In this short episode, Jo and Lindsay jump on the bandwagon and share some of their marketing and publishing (but mostly marketing!) predictions for 2019.
Will Amazon ads expand and offer more opportunities? Or will authors get fed up with the high cost of clicks and flock to something else? Is the mailing list swap dead? Will group promotions become more sophisticated?
Today, the guys chatted about their experiences with multi-author and solo-author book bundles of existing material and also anthologies of new short stories or novellas. They offered some tips and strategies based on whether you’re looking for more exposure (getting more people into the rest of your series), to make money, or to hit a bestseller list. They also started out answering a few listener questions.

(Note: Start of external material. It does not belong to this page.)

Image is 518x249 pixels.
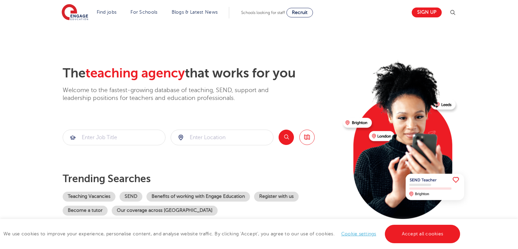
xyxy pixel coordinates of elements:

Here are a few more notes on what they covered during the show:
How the guys approach world-building and a few tips from what they’ve learned along the way
The different types of boxed sets/bundles/anthologies and when they’re useful for marketing
Bundling books in your own series (how many and where you you price them?)

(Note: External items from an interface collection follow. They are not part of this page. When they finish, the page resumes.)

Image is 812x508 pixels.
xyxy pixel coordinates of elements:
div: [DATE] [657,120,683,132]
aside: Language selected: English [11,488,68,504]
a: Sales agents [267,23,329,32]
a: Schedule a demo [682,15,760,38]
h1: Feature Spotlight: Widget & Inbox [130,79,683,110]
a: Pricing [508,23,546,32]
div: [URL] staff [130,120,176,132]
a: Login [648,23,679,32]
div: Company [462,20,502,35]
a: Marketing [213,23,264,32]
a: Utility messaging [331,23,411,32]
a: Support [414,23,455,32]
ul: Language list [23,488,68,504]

Putting together a collection of your own short stories for a bundle
Joining or organizing a multi-author boxed set of novels
The various goals of these big, multi-author boxed sets
Leveraging the power of many authors’ mailing lists in order to sell thousands of copies and possibly hit a list
Whether to go wide with a boxed set or stick it in KDP Select so you can take advantage of the page read payments
New fiction for boxed sets versus previously published works
Creating a multi-author anthology of new short stories or novellas
Possible anthology pitfalls
Whether it’s better to pay authors up front or offer a royalty split with an anthology
If you’ve enjoyed listening to the gang and want to check out their work, you can find Jeffrey M. Poole at his website and download his first Lentari book, Lost City, for free on the various sites.